Linus I care about this kind of things... because some of this wrongly labelled plants can be breed and it will be a big confusion. And this is more likely when the plant receives an AOS

It could also be a Phrag. (hirtzii x longifolium) either as a man made cross, or as the natural hybrid Phrag. x roethianum, http://phragweb.slipperaceae.info/p...rue&detail=True&habitat=False&botanical=False

or the other possibility is Phrag. christiansenianum.
http://commons.wikimedia.org/wiki/P...Phragmipedium_christiansenianum_Orchi_088.jpg

I definitely can tell it is related to Phrag. longifolium, but those twisted petals throw me off... Do you (or anyone else) have a picture of Phrag.
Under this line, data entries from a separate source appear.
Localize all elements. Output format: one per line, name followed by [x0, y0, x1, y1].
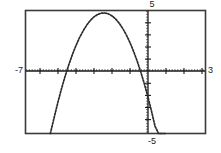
calculator-graph-screen: 5 -5 -7 3 — [0, 0, 221, 153]
plot-frame — [26, 11, 206, 134]
x-min-label: -7 — [2, 66, 23, 75]
y-max-label: 5 — [143, 0, 161, 9]
y-min-label: -5 — [143, 137, 161, 146]
plot-area — [0, 0, 221, 153]
x-max-label: 3 — [208, 66, 220, 75]
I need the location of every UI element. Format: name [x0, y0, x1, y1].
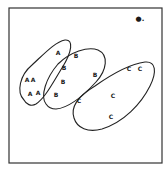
- point-c: C: [138, 65, 143, 72]
- point-b: B: [62, 64, 67, 71]
- point-b: B: [93, 71, 98, 78]
- point-b: B: [74, 52, 79, 59]
- point-a: A: [31, 76, 36, 83]
- point-a: A: [56, 49, 61, 56]
- point-a: A: [25, 76, 30, 83]
- cluster-a-points: A A A A A: [25, 49, 61, 97]
- point-a: A: [28, 90, 33, 97]
- point-c: C: [77, 97, 82, 104]
- cluster-b-points: B B B B B: [54, 52, 98, 98]
- point-c: C: [109, 113, 114, 120]
- corner-marker: ●.: [136, 15, 145, 23]
- point-c: C: [127, 65, 132, 72]
- cluster-diagram: ●. A A A A A B B B B B C C C C C: [0, 0, 166, 171]
- point-b: B: [54, 91, 59, 98]
- point-a: A: [36, 89, 41, 96]
- plot-frame: [9, 8, 162, 163]
- point-b: B: [61, 78, 66, 85]
- point-c: C: [111, 92, 116, 99]
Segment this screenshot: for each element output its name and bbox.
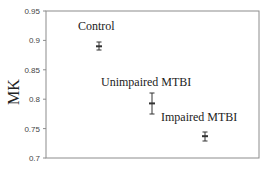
y-tick-labels: 0.95 0.9 0.85 0.8 0.75 0.7 xyxy=(24,7,40,163)
annotation-unimpaired-mtbi: Unimpaired MTBI xyxy=(101,75,191,89)
y-tick-0.95: 0.95 xyxy=(24,7,40,16)
y-tick-0.7: 0.7 xyxy=(29,154,41,163)
y-tick-0.85: 0.85 xyxy=(24,66,40,75)
annotation-control: Control xyxy=(78,19,115,33)
y-axis-label: MK xyxy=(5,79,22,105)
y-tick-0.8: 0.8 xyxy=(29,95,41,104)
y-tick-0.9: 0.9 xyxy=(29,36,41,45)
annotation-impaired-mtbi: Impaired MTBI xyxy=(161,110,237,124)
chart: 0.95 0.9 0.85 0.8 0.75 0.7 MK Control Un… xyxy=(0,0,267,169)
y-tick-0.75: 0.75 xyxy=(24,125,40,134)
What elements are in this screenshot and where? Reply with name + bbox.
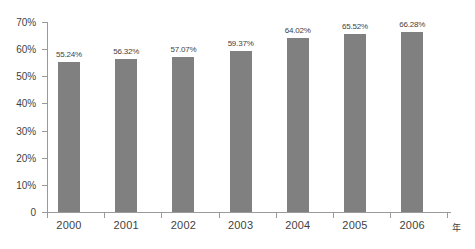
y-axis-tick-label: 70%: [16, 17, 36, 28]
y-axis-tick: [42, 103, 47, 104]
bar-value-label: 59.37%: [213, 39, 269, 48]
y-axis-tick-label: 60%: [16, 44, 36, 55]
bar-value-label: 64.02%: [270, 26, 326, 35]
bar-chart: 010%20%30%40%50%60%70%55.24%200056.32%20…: [0, 0, 475, 249]
y-axis-tick-label: 10%: [16, 179, 36, 190]
x-axis-tick-label: 2003: [211, 219, 271, 231]
bar-value-label: 66.28%: [384, 20, 440, 29]
x-axis-tick: [104, 213, 105, 218]
y-axis-tick-label: 20%: [16, 152, 36, 163]
y-axis-tick: [42, 76, 47, 77]
x-axis-tick-label: 2006: [382, 219, 442, 231]
bar-value-label: 57.07%: [155, 45, 211, 54]
bar: [401, 32, 423, 212]
x-axis-tick: [47, 213, 48, 218]
bar: [172, 57, 194, 212]
bar-value-label: 65.52%: [327, 22, 383, 31]
bar-value-label: 56.32%: [98, 47, 154, 56]
y-axis-tick-label: 40%: [16, 98, 36, 109]
x-axis-tick: [161, 213, 162, 218]
x-axis-tick: [219, 213, 220, 218]
x-axis-tick-label: 2002: [153, 219, 213, 231]
x-axis-tick: [276, 213, 277, 218]
bar-value-label: 55.24%: [41, 50, 97, 59]
x-axis-title: 年: [452, 221, 461, 234]
bar: [344, 34, 366, 212]
y-axis-tick-label: 50%: [16, 71, 36, 82]
x-axis-tick-label: 2000: [39, 219, 99, 231]
plot-area: 010%20%30%40%50%60%70%55.24%200056.32%20…: [0, 0, 475, 249]
x-axis-tick-label: 2004: [268, 219, 328, 231]
x-axis-tick: [447, 213, 448, 218]
x-axis-tick: [390, 213, 391, 218]
y-axis-tick: [42, 158, 47, 159]
bar: [287, 38, 309, 212]
y-axis-tick: [42, 22, 47, 23]
y-axis-tick: [42, 185, 47, 186]
y-axis-tick-label: 30%: [16, 125, 36, 136]
bar: [230, 51, 252, 212]
x-axis-tick: [333, 213, 334, 218]
y-axis-tick-label: 0: [31, 207, 36, 218]
x-axis-tick-label: 2001: [96, 219, 156, 231]
y-axis-tick: [42, 131, 47, 132]
x-axis-tick-label: 2005: [325, 219, 385, 231]
bar: [58, 62, 80, 212]
bar: [115, 59, 137, 212]
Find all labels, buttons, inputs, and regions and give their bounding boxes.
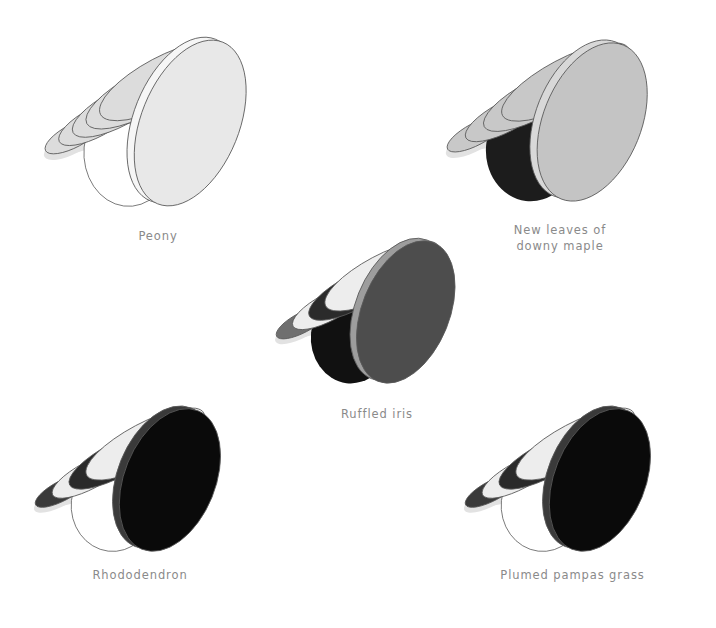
figure-peony xyxy=(18,18,298,228)
figure-plumed-pampas-grass xyxy=(440,390,700,570)
illustration-canvas: PeonyNew leaves of downy mapleRuffled ir… xyxy=(0,0,716,628)
disc-stack-new-leaves-of-downy-maple xyxy=(420,22,700,222)
figure-ruffled-iris xyxy=(252,222,502,402)
figure-rhododendron xyxy=(10,390,270,570)
disc-stack-peony xyxy=(18,18,298,228)
disc-stack-rhododendron xyxy=(10,390,270,570)
disc-stack-ruffled-iris xyxy=(252,222,502,402)
figure-caption-plumed-pampas-grass: Plumed pampas grass xyxy=(450,567,695,583)
figure-caption-rhododendron: Rhododendron xyxy=(15,567,265,583)
figure-new-leaves-of-downy-maple xyxy=(420,22,700,222)
disc-stack-plumed-pampas-grass xyxy=(440,390,700,570)
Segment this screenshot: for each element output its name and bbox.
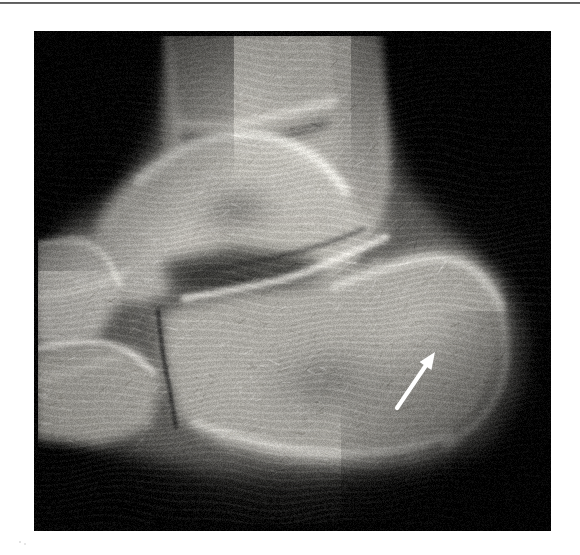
radiograph-image <box>34 31 551 531</box>
page-speckle <box>18 540 28 546</box>
radiograph-canvas <box>34 31 551 531</box>
top-horizontal-rule <box>0 2 580 4</box>
figure-page <box>0 0 580 555</box>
Elfin Touch? I couldn't find any on the internet..

Robert
 
It could also be a Phrag. (hirtzii x longifolium) either as a man made cross, or as the natural hybrid Phrag. x roethianum, http://phragweb.slipperaceae.info/p...rue&detail=True&habitat=False&botanical=False

or the other possibility is Phrag. christiansenianum.
http://commons.wikimedia.org/wiki/P...Phragmipedium_christiansenianum_Orchi_088.jpg

I definitely can tell it is related to Phrag. longifolium, but those twisted petals throw me off... Do you (or anyone else) have a picture of Phrag. Elfin Touch? I couldn't find any on the internet..

Robert




Here are a couple
 
Thanks Russel! Yes, it does look like that hybrid! The other possibility, is that it could be the parent, Phrag. Green Hornet. With these longifolium hybrids, it is sometimes hard to distinguish between them, especially if they are mislabeled and have other plants related to longifolium like hirtzii and or christiansenianum in the background...Also, it doesn't help, that longifolium itself is so variable (especially as hartwegii, gracile and hinksianum and other varieties are or were at one time also considered longifolium).